Review Roundup: Did Jonathan Bailey Make an Impression in RICHARD II?  Image Sarah Crompton, WhatsOnStage: The most compelling quality of the staging – driven on by a Hitchcockian score by Grant Olding – is the way that it treats the unfolding events not as historical inevitability, but as if they are changing moment to moment. From the start when Bailey’s petulant, self-obsessed king first confronts Royce Pierreson’s bullish Bullingbrook (listed according to first quarto spelling) in a scene where a lot of angry noblemen are getting very cross and shouting at each other, while flinging down their passports, it’s never quite clear what is going to happen next.

Review Roundup: Did Jonathan Bailey Make an Impression in RICHARD II?  Image Andrzej Lukowski, TimeOut: But despite a committed performance from Bailey, I struggled to get my head around some of the details. Richard returning from Ireland with his crown in a placcy bag is perhaps a droll illustration of his smallness as a man, but it left me struggling to see the exact point. He’s still the king of England – doing a version of the play where he is just an in-over-his-head executive would be interesting, but it never quite feels like that’s what Hytner is pushing.

Review Roundup: Did Jonathan Bailey Make an Impression in RICHARD II?  Image Clive Davis, The Times: The actors also seem constrained by Bob Crowley’s narrow design and the use of hydraulics to raise and lower sections of the stage. The Bridge’s auditorium has to be one of the most atmospheric in the country, but here the rising and falling of platforms — which worked so well in Hytner’s magnificent version of Guys and Dolls — becomes more of a distraction. The same is true of Grant Olding’s music, which might as well have been written for yet another TV drama about a maverick detective.

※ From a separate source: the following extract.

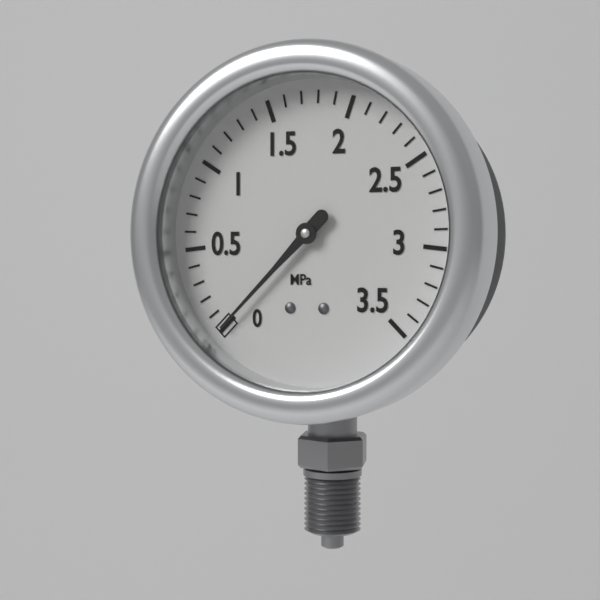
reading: 0.0 MPa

Review Roundup: Did Jonathan Bailey Make an Impression in RICHARD II?  Image Dominic Cavendish, The Telegraph: Grant Olding’s (sometimes intrusive) music blends a Crown-like solemnity with Succession’s tinkling intrigue. Textual tweaking assists clarity (though forfeiting Act III’s garden scene, sidelining the Queen): it’s openly averred to his face that Richard was behind Gloucester’s death at Mowbray’s hands. And Bailey gives us some notable tics: an insecure digging into his pockets, a need to dart about, lots of stiff, tilting head-movements, denoting a tenuous authority. Still, initially, he’s businesslike, faceless, even rather flat; his reckless resorting to coke-snorting looks de trop.

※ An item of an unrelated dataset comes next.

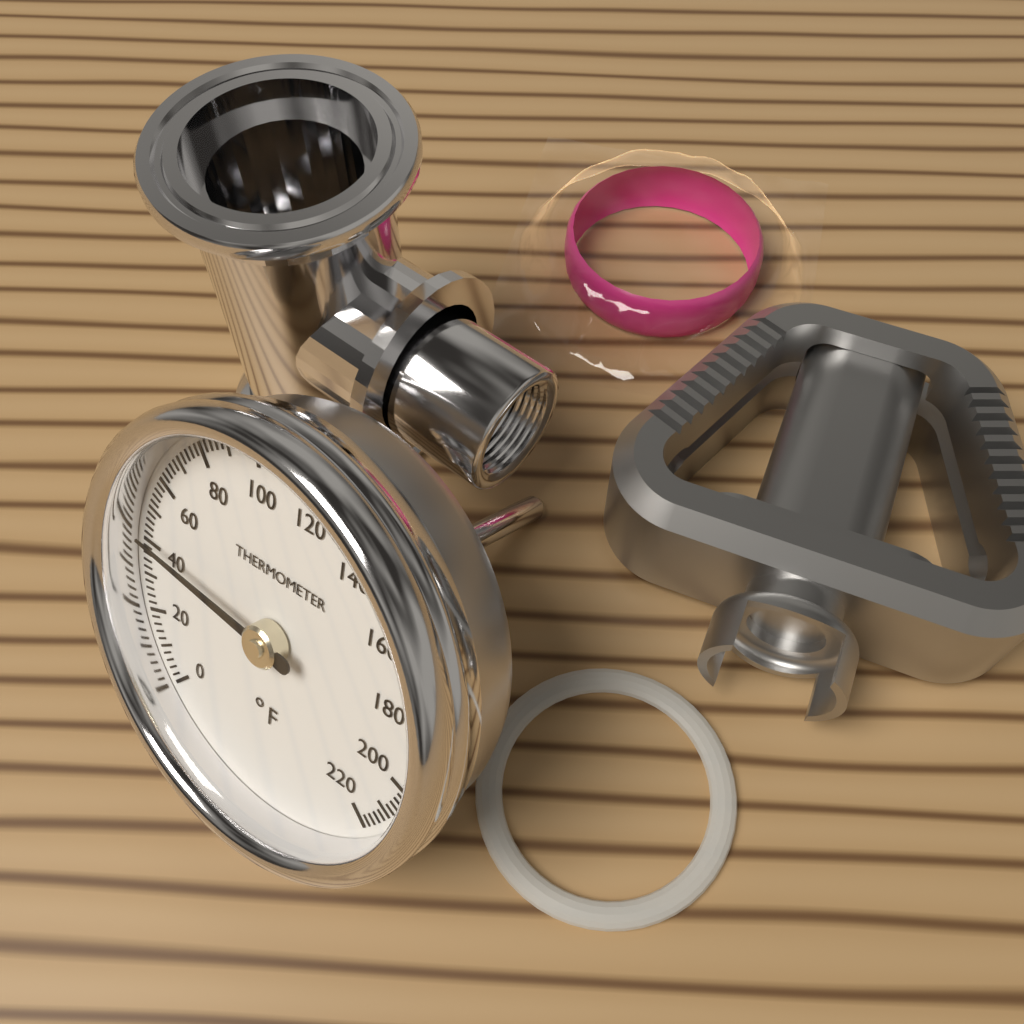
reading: 42 °F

Review Roundup: Did Jonathan Bailey Make an Impression in RICHARD II?  Image Olivia Rook, London Theatre: Bailey is aided by a strong supporting cast. Pierreson’s Bullingbrook is a cool and calculated foil to Bailey’s impulsive king, bringing a powerful renegade energy to the production with his band of rebels. Martin Carroll, who stepped in as John of Gaunt, is desperate in his final moments, pleading for his country, which is being ruined at the hands of Richard. Simkins, no stranger to the Bridge stage having recently starred in its production of Guys & Dolls, is a committed Duke of York, unfailingly loyal even when it means selling out his own son, the Duke of Aumerle. This leads to a humorous scene between the Duke, Duchess of York (Amanda Root), and Aumerle (Vinnie Heaven), as they plead Bullingbrook’s forgiveness, scuttling across the stage on bended knee.

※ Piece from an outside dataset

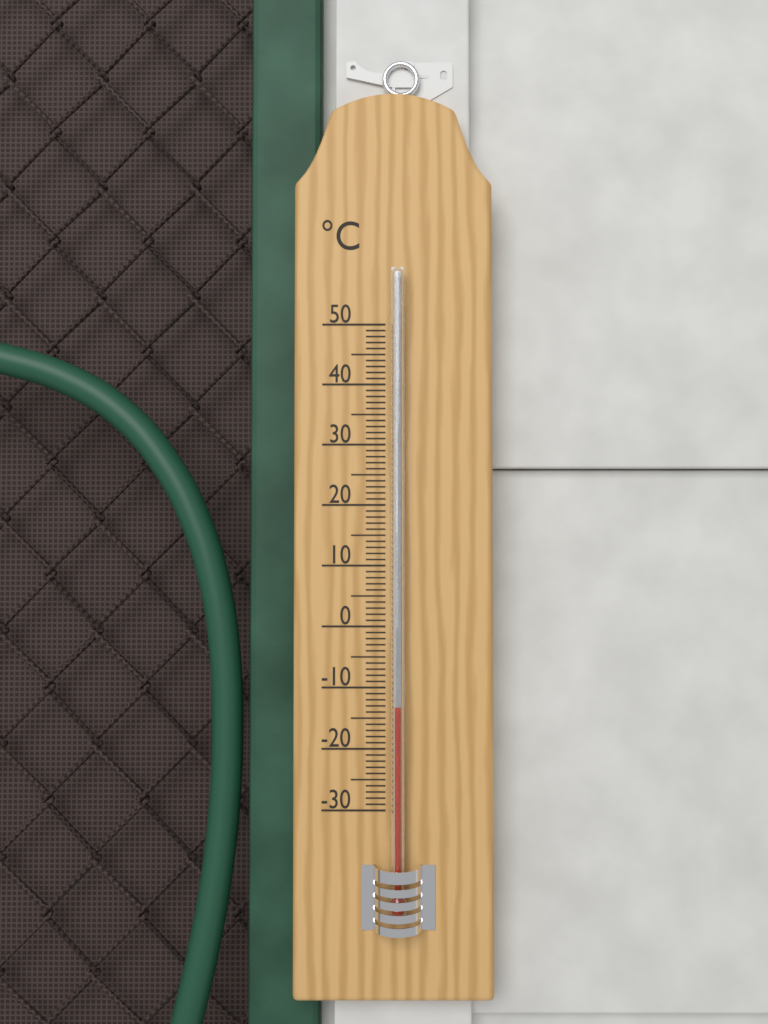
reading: -13 °C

Review Roundup: Did Jonathan Bailey Make an Impression in RICHARD II?  Image Sam Marlowe, The Stage: Flinging out bitchy aperçus and florid pronouncements, and passing life-changing edicts on a whim, Bailey’s is a Richard who is instantly guaranteed to make enemies. His boredom with the actual business of affairs of state is flagrant, and we see him lounging, snorting cocaine and enjoying some homoerotic flirtation with his hangers-on, or kicking the walking frame out from under a frail John of Gaunt (on press night, Martin Carroll standing in for an indisposed Clive Wood). Besotted with his own celebrity, he heedlessly courts laughs by flinging out cruel jokes and, on hearing of violent rebellion erupting in Ireland, is most immediately preoccupied by the attention-grabbing opportunity he thinks it offers to play the conquering hero.